Singapore’s theme park of the damned
Thieves were being frozen into ice blocks, drug traffickers grilled on rotisseries, kidnappers impaled on trees of knives, porn possessors sawed in half and classroom cheats meticulously disemboweled.
[...] there was one piece of the action that I wasn’t able to make out through the cluster of young families with small children who had stopped for a good, long look.
Picture “It’s a Small World” with set design by Hieronymus Bosch, and you start to get an idea of the “10 Courts of Hell,” a detailed tour of the sinner’s afterlife, and the centerpiece of Singapore’s Haw Par Villa.
[...] what emerged was a special place in hell for the unfilial.
Normally, I phoned home from wherever I turned up on the planet, but between the almost unnavigable time difference and overflowing itinerary on this trip, I resorted to quickie e-mails instead.
[...] one woman I chatted up told me that her brother — having just acquired his own mac daddy massage chair — decided to buy a burnable version for their mom, who surely would appreciate being as pampered in the afterlife as he was on Earth.
With that, I was officially guilt-stricken, and filial piety was all I could see, whether in the local papers, where pundits explored the economy’s impact on filial duties; on TV, where politicians condemned “the outsourcing of filial piety” to retirement homes; or in temples, where ancestral tablets filled entire pagodas.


Prompt: Where in the entries below does "ylabel" appear? Copy every line that has it.

(Figure content listings)
━━━
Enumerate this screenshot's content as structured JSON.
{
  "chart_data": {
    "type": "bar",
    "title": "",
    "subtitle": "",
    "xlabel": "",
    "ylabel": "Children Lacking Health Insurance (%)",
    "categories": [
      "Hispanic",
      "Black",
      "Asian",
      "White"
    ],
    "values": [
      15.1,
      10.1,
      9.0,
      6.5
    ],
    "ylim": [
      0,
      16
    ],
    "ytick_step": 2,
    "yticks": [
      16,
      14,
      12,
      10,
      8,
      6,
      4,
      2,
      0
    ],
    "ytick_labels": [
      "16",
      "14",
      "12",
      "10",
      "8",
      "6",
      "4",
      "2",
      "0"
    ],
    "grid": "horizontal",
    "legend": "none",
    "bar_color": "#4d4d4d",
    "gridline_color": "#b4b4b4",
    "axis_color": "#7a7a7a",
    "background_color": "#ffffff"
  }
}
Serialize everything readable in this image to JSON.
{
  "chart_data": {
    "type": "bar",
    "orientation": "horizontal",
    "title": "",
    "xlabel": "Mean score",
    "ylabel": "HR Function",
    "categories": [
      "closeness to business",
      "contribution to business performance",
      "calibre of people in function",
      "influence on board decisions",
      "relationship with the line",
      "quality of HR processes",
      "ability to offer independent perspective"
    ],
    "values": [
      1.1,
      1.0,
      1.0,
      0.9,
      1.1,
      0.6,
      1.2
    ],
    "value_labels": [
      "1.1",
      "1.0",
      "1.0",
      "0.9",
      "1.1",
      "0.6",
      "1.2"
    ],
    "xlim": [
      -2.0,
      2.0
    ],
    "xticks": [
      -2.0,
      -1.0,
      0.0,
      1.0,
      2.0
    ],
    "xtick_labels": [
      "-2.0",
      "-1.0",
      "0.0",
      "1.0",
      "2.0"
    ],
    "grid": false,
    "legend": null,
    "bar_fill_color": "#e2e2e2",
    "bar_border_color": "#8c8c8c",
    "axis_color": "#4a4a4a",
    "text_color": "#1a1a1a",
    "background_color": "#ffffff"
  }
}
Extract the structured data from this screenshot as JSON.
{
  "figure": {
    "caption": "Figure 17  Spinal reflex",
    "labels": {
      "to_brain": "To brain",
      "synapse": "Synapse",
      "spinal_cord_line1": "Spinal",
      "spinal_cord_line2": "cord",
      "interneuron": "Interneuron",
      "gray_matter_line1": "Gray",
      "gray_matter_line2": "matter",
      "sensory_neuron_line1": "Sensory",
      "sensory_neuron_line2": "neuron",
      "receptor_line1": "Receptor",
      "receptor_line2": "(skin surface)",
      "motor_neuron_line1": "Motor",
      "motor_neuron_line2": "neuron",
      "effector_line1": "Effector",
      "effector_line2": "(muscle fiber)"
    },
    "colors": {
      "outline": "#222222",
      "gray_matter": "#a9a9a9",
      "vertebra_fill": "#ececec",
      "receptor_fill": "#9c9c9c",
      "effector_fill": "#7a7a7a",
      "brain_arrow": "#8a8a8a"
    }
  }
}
━━━
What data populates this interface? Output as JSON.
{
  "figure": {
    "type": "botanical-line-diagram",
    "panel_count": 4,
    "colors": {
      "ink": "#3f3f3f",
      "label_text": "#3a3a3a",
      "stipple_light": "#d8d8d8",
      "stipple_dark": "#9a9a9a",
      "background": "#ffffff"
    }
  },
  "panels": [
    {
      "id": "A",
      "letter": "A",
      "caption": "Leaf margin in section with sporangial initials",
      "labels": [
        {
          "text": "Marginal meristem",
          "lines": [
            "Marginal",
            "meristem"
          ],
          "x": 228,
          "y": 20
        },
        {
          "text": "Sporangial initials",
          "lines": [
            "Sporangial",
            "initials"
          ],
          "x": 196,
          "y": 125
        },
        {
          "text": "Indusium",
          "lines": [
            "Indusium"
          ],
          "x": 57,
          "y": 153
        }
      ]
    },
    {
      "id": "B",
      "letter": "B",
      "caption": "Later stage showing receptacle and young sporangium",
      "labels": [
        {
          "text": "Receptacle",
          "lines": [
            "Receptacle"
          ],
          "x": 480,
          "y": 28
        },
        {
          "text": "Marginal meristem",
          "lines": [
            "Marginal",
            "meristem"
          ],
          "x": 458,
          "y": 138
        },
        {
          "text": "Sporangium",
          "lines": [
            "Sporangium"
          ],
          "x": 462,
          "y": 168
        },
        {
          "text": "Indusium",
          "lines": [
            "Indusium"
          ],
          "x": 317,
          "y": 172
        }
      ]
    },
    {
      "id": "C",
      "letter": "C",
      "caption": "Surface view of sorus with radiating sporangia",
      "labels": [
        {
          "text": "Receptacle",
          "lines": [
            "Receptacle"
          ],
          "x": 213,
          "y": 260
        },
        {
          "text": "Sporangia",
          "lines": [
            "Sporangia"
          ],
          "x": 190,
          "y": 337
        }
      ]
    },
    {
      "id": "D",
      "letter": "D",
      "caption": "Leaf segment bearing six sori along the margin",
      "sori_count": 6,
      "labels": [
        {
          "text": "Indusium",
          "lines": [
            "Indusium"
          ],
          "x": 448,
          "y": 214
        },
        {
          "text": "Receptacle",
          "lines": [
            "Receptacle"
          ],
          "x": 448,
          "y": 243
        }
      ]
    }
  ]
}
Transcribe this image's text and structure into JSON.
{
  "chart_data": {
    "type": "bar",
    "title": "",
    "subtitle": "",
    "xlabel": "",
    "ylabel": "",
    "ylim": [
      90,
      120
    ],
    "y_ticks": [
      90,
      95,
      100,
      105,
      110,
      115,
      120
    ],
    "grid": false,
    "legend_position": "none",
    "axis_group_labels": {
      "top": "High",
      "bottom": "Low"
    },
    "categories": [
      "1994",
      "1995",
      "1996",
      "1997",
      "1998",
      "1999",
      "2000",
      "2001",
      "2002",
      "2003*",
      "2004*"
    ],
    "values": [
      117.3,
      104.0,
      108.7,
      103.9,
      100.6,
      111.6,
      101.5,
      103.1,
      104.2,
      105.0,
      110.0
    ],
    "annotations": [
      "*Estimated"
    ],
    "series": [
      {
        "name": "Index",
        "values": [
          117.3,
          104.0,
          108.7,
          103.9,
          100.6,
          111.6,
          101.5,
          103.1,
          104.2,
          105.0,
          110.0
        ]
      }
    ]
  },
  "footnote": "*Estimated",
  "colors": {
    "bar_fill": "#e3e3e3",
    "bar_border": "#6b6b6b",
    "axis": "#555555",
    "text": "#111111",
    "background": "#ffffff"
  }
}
━━━
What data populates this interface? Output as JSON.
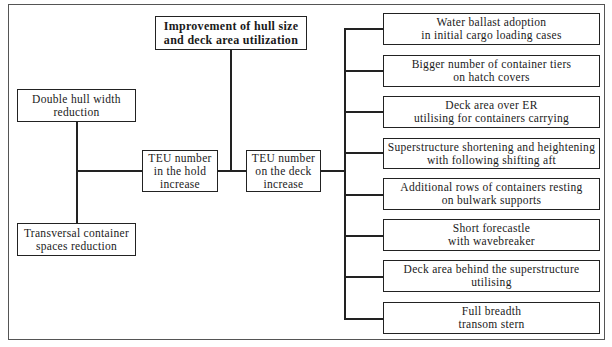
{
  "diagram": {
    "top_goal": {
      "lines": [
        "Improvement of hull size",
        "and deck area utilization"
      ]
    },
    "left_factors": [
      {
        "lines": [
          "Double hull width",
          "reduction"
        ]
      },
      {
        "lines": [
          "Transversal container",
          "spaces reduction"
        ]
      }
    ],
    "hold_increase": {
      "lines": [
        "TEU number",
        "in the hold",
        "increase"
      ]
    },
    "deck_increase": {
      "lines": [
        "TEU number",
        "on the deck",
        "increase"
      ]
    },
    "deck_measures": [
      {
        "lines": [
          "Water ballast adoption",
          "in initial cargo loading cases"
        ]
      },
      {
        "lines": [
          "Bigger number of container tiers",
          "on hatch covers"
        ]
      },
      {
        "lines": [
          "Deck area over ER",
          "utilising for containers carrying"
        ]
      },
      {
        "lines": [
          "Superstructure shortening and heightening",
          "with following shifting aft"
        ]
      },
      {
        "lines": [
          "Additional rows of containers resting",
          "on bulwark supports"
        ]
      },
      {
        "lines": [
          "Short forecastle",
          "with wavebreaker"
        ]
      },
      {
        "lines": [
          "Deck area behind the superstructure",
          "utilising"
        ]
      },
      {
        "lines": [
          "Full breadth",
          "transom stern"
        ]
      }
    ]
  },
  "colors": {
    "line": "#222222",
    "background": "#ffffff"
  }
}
━━━
Solution to this problem:
    "ylabel": "Children Lacking Health Insurance (%)",
    "ylabel": "HR Function",
    "ylabel": "",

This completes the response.